On Sunday 4 December—the Second Sunday of Advent—Archbishop Peter A Comensoli preached the following homily at St Benedict’s Parish, Burwood, at a special 70th Anniversary Mass.

I was listening to a podcast last week, which was all about time. For scientists, there are two ways in which we commonly think about time. There is the ‘past, present, future’ way, where we locate the things of the world and ourselves in the progression of time. ‘The dog jumped over the fence last week.’ ‘We’ll go to the beach in January when it warms up.’

Then there is the ‘this, then this, then this’ way, where the progression of time is seen in a sequential order that transcends any notion of past, present or future. ‘When the dog jumps over the fence, it then runs around crazy, and then comes back for food.’

These two ways of understanding time—call them the locational and sequential ways—shape our lives every day of our lives. We do not exist outside of time. Both of them, however, are of a particular kind of time, called ‘kronos’ time, from which we get our words chronological and chronology. This is time seen in a linear progression.

There is another way of understanding time, however, which is, in faith, the most important kind. It is sometimes called ‘kairos time’. This is time as it is experienced in the moment—the ‘right’ time or ‘wrong’ time; the ‘good’ time or the ‘chosen’ time. It is time as we experience it in decisive moments. The Socceroo’s are experiencing a kairos moment right now: has their time to shine come?

The story of our faith is a kairos one, even as it has unfolded in chronological order. We can, for example, identify when John the Baptist started wandering in the wilderness of Judaea, preaching a message of repentance and God’s closeness. We know that John and Jesus were born around six months apart, that they were born during the reign of Caesar Augustus, and that Jesus began his public ministry at the age of 30, with John baptising him in the River Jordan. That gives us a pretty accurate timeframe for when John lived and preached.

However, and as we heard at the beginning of today’s Gospel, ‘In due course John the Baptist appeared.’ That’s a different kind of time than a set date in time. ‘In due course’—at the right time, at that decisive moment—John took up his mission to announce the coming of the Messiah, Jesus of Nazareth. This is the time that God had planned for from the beginning, but it didn’t depend on whether it occurred on a Thursday or Friday.

John’s appearance was, rather, at that time when the planets had aligned, as we metaphorically say; that is, at God’s appointed time. While it happened at a precise time and location, it necessarily happened at the time when God’s plan for our salvation could properly unfold.

Faith teaches us to seek to live our lives in a kairos way, even as our lives unfold in a kronos order. God has a plan for each of us. It involved the incarnation—the becoming flesh—of his Son, announced by the Baptist. We each have a place in this story of salvation; Jesus took each of us with him onto the cross. We are a part of God’s kairos plan and the nearness of his kingdom. And this is very good. Your moment—our moment—in Christ is ours to take.

St Benedict’s Parish, over its 70 years of history, has very many moments in time worth remembering. But each of those moments, set in their chronological order, come alive and present when we see them in their kairos meaning: a baptism in 1953, or First Communion in the 1980s, or the fundraising for World Youth Day in Sydney in 2008, or the introduction of the Alpha course in recent years, or the outreach to a family in need during COVID.

These are all kairos moments when the closeness of God’s kingdom has been revealed in your time and place. From these moments, God has been, and is, raising up children for his Son among you. So may you rise up with Jesus in this moment of your 70th birthday, seeing this as your advent time, your coming to share in the life of Christ. Happy Anniversary!

Main image: Evan Luly, ‘St Benedicts Church Burwood, September 1959’, Melbourne History Resources, accessed 4 December 2022, omeka.cloud.unimelb.edu.au/melbourne-history/items/show/340.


Exercise goal:
With the line containing "Image dimensions: 1024" as the first line and the last line of the records as the final one, reproduce that range exactly.

Available data:
--- START ---
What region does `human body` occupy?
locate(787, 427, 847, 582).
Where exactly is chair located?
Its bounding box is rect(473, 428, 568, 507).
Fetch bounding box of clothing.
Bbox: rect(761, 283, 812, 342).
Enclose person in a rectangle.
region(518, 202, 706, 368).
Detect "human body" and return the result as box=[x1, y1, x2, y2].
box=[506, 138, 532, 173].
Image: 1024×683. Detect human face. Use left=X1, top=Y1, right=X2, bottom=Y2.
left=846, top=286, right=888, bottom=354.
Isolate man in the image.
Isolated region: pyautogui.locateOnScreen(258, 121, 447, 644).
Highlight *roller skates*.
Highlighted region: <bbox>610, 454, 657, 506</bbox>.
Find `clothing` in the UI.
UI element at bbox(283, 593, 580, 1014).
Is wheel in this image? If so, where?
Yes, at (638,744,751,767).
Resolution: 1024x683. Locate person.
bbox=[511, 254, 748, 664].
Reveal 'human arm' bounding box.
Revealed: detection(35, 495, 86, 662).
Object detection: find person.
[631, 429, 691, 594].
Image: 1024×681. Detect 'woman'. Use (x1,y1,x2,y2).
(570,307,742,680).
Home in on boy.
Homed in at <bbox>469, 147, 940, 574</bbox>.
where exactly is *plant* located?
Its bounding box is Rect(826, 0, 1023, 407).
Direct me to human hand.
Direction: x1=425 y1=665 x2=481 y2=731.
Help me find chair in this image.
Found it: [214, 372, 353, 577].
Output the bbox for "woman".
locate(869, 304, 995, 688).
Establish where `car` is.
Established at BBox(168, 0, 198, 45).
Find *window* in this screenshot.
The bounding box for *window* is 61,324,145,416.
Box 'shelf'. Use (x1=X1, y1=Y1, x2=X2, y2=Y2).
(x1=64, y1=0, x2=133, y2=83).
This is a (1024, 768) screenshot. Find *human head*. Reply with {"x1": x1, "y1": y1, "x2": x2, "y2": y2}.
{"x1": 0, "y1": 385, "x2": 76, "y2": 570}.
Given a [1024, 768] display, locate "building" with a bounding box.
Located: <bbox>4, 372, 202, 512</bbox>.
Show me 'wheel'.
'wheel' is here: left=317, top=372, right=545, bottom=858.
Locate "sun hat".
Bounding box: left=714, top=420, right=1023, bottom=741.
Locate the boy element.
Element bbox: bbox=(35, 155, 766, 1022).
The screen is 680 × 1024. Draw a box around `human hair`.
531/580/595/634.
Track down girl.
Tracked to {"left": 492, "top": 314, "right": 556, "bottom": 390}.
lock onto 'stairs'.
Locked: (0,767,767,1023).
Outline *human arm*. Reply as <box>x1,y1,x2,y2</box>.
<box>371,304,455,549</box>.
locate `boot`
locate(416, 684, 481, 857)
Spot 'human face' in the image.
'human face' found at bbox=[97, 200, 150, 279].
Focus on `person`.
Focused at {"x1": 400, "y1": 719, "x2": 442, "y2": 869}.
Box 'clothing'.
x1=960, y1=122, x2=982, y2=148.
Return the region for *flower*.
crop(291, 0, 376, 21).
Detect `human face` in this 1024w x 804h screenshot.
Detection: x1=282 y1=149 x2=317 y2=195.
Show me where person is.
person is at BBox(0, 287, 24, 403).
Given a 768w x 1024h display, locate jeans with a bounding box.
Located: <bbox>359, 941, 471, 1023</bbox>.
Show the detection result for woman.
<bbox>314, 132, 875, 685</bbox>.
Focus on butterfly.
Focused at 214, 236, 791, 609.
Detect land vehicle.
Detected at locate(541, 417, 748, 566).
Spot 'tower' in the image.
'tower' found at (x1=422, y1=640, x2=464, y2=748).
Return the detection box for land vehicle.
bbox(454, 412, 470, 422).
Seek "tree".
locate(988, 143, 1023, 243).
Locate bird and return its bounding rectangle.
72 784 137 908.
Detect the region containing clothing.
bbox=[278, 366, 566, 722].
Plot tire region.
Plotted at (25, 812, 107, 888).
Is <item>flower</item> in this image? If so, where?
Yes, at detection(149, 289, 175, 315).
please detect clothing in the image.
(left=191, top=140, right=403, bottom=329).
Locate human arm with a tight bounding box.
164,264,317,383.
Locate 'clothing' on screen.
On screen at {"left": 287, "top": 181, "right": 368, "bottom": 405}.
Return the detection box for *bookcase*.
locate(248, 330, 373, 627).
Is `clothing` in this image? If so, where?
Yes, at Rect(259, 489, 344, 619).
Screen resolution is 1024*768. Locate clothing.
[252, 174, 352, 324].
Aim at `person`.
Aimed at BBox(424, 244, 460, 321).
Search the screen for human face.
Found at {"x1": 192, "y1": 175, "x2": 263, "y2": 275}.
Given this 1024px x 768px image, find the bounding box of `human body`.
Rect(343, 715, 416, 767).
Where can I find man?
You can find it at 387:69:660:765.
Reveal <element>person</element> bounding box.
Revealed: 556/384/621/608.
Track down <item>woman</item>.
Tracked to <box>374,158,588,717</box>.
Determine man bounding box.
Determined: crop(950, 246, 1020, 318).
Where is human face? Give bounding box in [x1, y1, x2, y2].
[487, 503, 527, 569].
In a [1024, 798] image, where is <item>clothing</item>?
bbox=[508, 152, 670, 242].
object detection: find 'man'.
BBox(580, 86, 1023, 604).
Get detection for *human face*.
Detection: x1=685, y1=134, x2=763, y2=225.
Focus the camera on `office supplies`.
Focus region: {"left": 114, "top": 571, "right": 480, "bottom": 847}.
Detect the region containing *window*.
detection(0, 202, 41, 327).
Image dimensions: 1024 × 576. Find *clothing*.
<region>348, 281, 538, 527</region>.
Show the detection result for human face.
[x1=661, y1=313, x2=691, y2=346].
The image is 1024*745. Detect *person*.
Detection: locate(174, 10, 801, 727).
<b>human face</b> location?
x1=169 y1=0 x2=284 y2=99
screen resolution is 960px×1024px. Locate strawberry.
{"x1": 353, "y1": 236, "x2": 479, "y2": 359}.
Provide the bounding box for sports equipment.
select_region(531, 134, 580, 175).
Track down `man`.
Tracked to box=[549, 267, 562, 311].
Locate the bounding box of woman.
--- END ---
Result for this exercise:
Image dimensions: 1024 × 576. Find *clothing*.
<region>348, 281, 538, 527</region>.
Show the detection result for human face.
[x1=661, y1=313, x2=691, y2=346].
The image is 1024*745. Detect *person*.
Detection: locate(174, 10, 801, 727).
<b>human face</b> location?
x1=169 y1=0 x2=284 y2=99
screen resolution is 960px×1024px. Locate strawberry.
{"x1": 353, "y1": 236, "x2": 479, "y2": 359}.
Provide the bounding box for sports equipment.
select_region(531, 134, 580, 175).
Track down `man`.
Tracked to box=[549, 267, 562, 311].
Locate the bounding box of woman.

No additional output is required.